We all get 24 hours in a day, but only a handful of them feel like they’re truly ours. After seven hours of sleep and a full workday, most adults end up with just 7 to 9 hours left for everything else, including meals, chores, hobbies, family time, or simply catching our breath.

Now here’s where things get interesting: the average American spends nearly five of those remaining hours on their phone.

Screens are a normal part of modern life, and for most of us, they’re essential. But stepping back and realizing just how much of our time goes to devices can be a helpful wake-up call. The good news is you don’t need to quit screens entirely to feel better. With a few simple tools and building better habits, you can create a healthier balance with your devices. What better time to get started than the New Year?

Building Healthy Digital Habits

By the psychological definition, a habit is an “automatic behavior acquired through repetition, often occurring without conscious thought.” Luckily, forming new and healthier habits can be easy. Research shows many habits take around 66 days to become “automatic,” though it varies by person and the practice you’re trying to take on.

The best way to form a habit is to start with small, realistic changes. Rather than dropping your overall screen time by hours, start with 15-30 minutes. If you work at a computer, schedule regular breaks from the screen by doing more manual work like making copies, taking handwritten notes, or even taking short walks away from your desk entirely.

Speaking of scheduling, you’ll be more successful if you remind yourself to do the task.
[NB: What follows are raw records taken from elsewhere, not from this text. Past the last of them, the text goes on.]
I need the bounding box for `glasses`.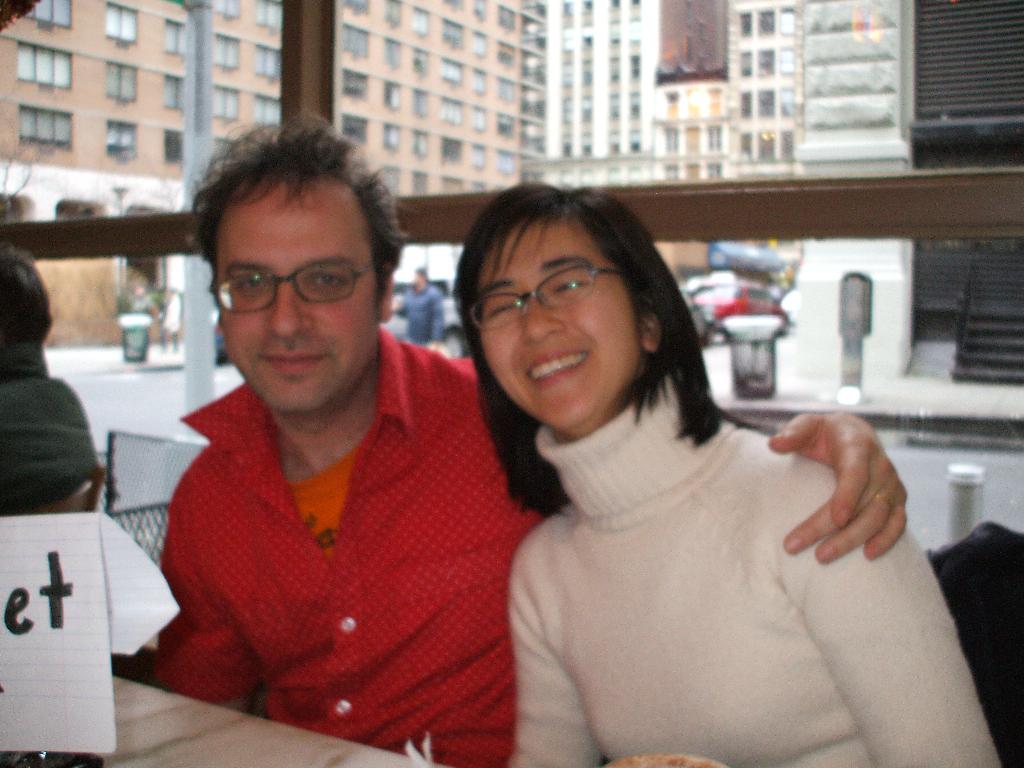
Here it is: {"left": 205, "top": 255, "right": 389, "bottom": 309}.
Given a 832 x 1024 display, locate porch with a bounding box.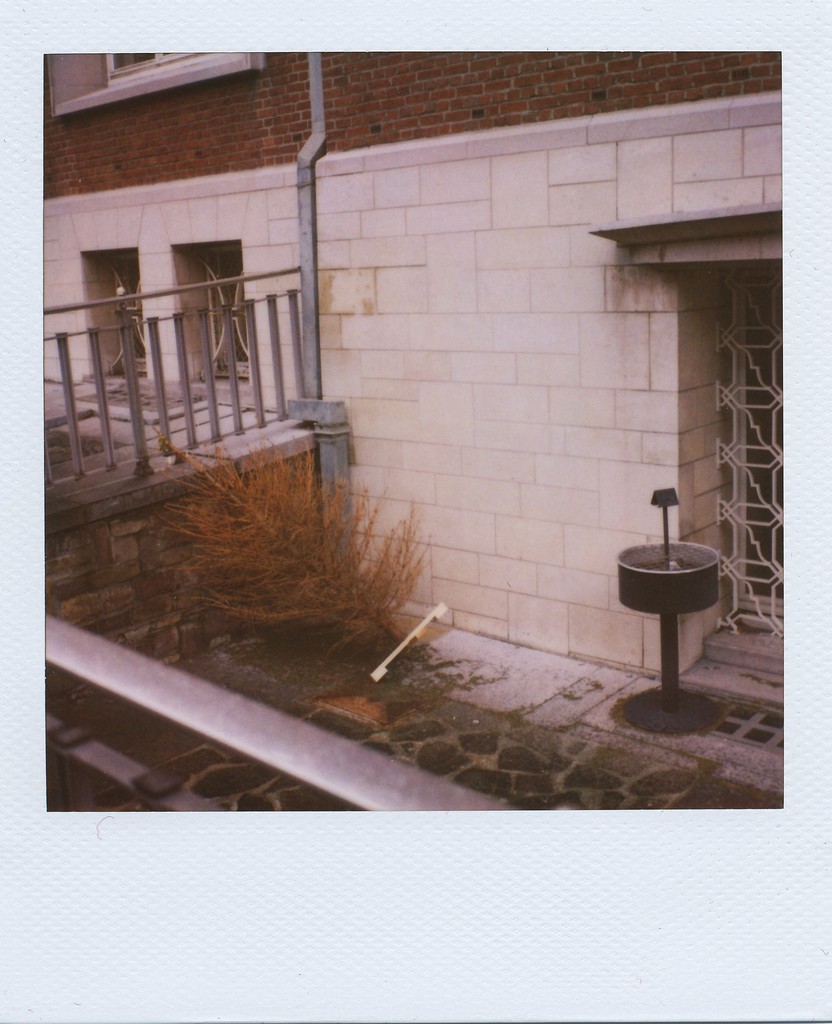
Located: [left=36, top=234, right=525, bottom=819].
That may look like setting alarms on your phone to take screen breaks or leaving sticky notes where you’ll see them, such as where you find yourself picking up your phone instinctively.

Accountability is key to breaking old habits and starting new ones. Check in with yourself weekly with a screen time report (accessible in both Apple and Android), or better yet, share it with a loved one who will help hold you accountable to your goals.
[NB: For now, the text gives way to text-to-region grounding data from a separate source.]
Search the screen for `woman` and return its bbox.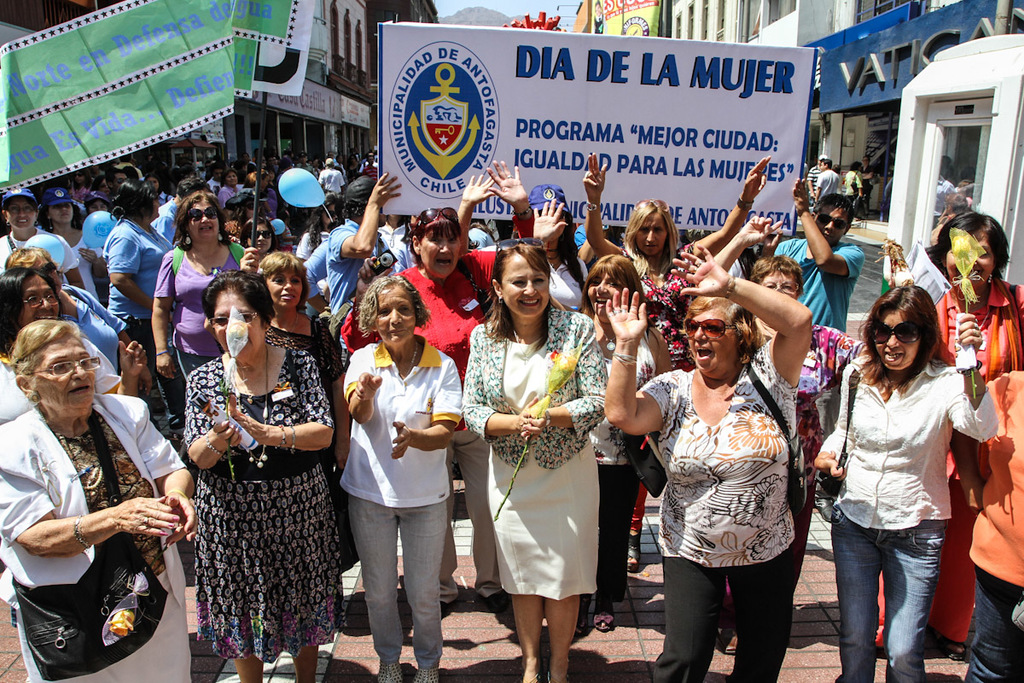
Found: l=150, t=186, r=251, b=386.
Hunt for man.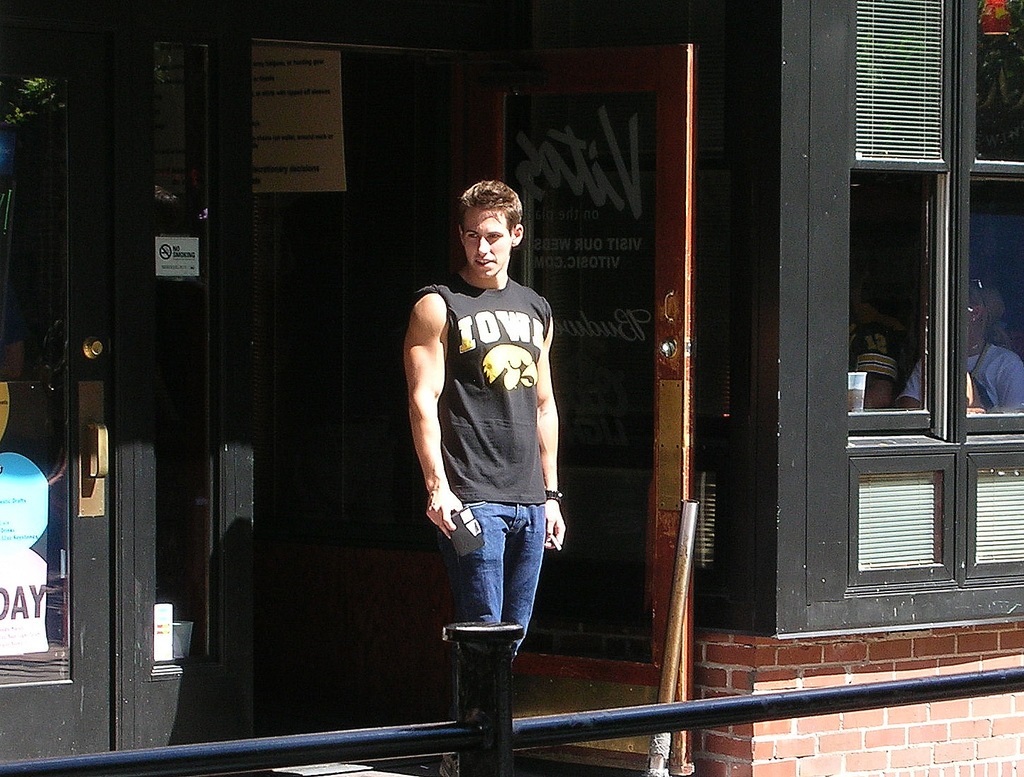
Hunted down at x1=895, y1=278, x2=1023, y2=413.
Reward yourself for consistency. Did you cut your screen time by 20 minutes every day for a whole week? Enjoy a piece of your favorite candy. Were you successful at reaching for a book instead of your phone before bed? Take yourself out for a coffee on the way to work. When you celebrate your wins, you’ll feel pride in yourself and continue to strive for that success.
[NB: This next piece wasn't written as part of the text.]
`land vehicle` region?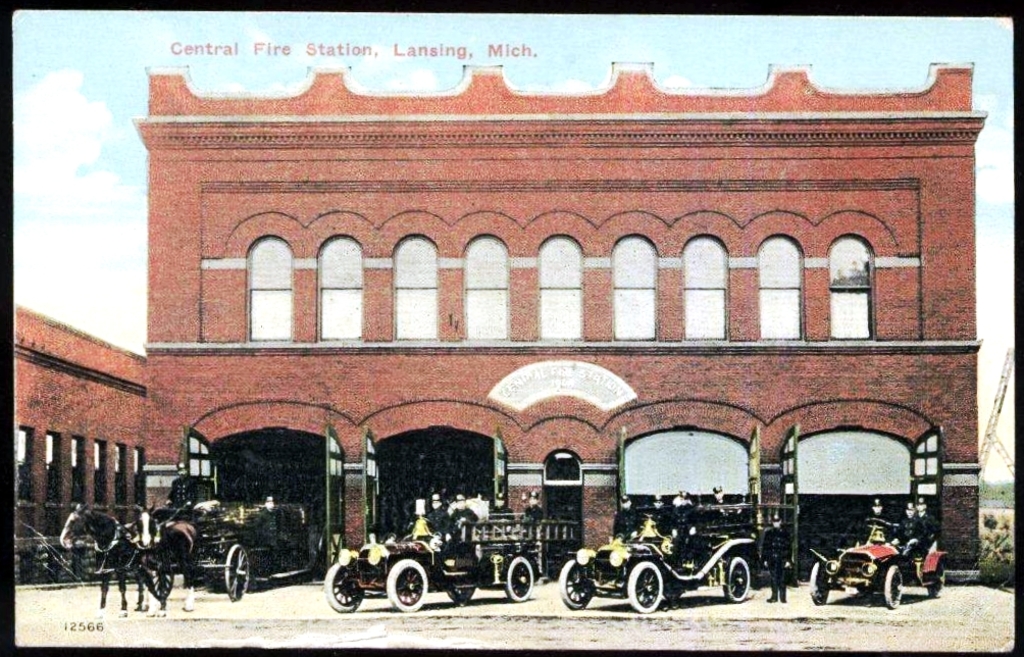
(814, 526, 946, 612)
Practical Tips to Reduce Screen Overload

Even with the very best intentions, bad habits can be hard to break, especially for something like screen time that triggers our brains to feed dopamine into our bodies. There are some excellent online and real-world tools to help you stop reaching for your phone.

  1. Set Screen Time Limits

These days, most phones and tablets have built-in digital wellness tools to help you set and monitor your screen time (iOS Screen Time or Android Digital Wellbeing).

On computers, you can use browser extensions or “site blockers” to limit time on social media or entertainment or news sites that naturally suck us in for “doomscrolling.”

If you like a little fun, you can gamify your experience. Focus Friend is a “gamified focus timer” that asks you to help your friend, an animated bean, knit socks and scarves. The only way the little bean can knit scarves is if you give it time, i.e., don’t interrupt it by clicking into apps. You can trade the knitted products for upgrades to the bean’s house. You’re still able to call and text, but it locks down the distracting apps like social media platforms and rewards you for the time away.

It’s all about balance and moderation. Again, small, consistent limits tend to stick better and are far more practical than a cold-turkey cutoff from technology.

  1. Physical and Environmental Adjustments

For a more physical, hands-on (or dare we say, “hands-off”) approach, create “phone‑free zones” in your home. Places like the dinner table, bedrooms, or time periods like family movie nights can be “phone-free.” Use a dedicated drawer or basket to collect the phones and smartwatches, physically freeing you of the device while you’re in those zones.

Still find yourself bypassing the screentime locks and alerts? Consider a physical tool that makes it inconvenient to unlock your phone. Brick‑Your‑Phone is a small, physical block that prevents you from using your phone for a set period of time. In order to unlock your phone, you either have to wait out the lock period or physically tap your phone to the block again. “Brick” your phone before heading out on a walk or heading up to bed, making it a physical inconvenience to unbrick your phone.

  1. Replace Doom‑Scrolling

One of the best ways to break an unhealthy habit is to replace that urge with a healthier one.

Mimic the dopamine hit from screens with brain games and activities like puzzles, word searches, or Sudoku. Or, give yourself a different kind of brain chemical hit through exercising or outdoor work like gardening. If you’re looking for a form of escapism, books and podcasts are both great alternatives.

Geneseo Communications Supports Healthier Digital Habits

Good internet can make remote work or streaming easy, but it doesn’t have to dominate your free time. Geneseo Communications wants your fiber internet service to be a tool that helps, not a trap for your attention or the spare hours in your day.

You don’t have to cut your screen time from 5 hours to 2 hours overnight. Cutting back by 15 minutes a day or adding one screen‑free period can add up and start you on a path to bigger and healthier changes to your online habits and in the rest of your life.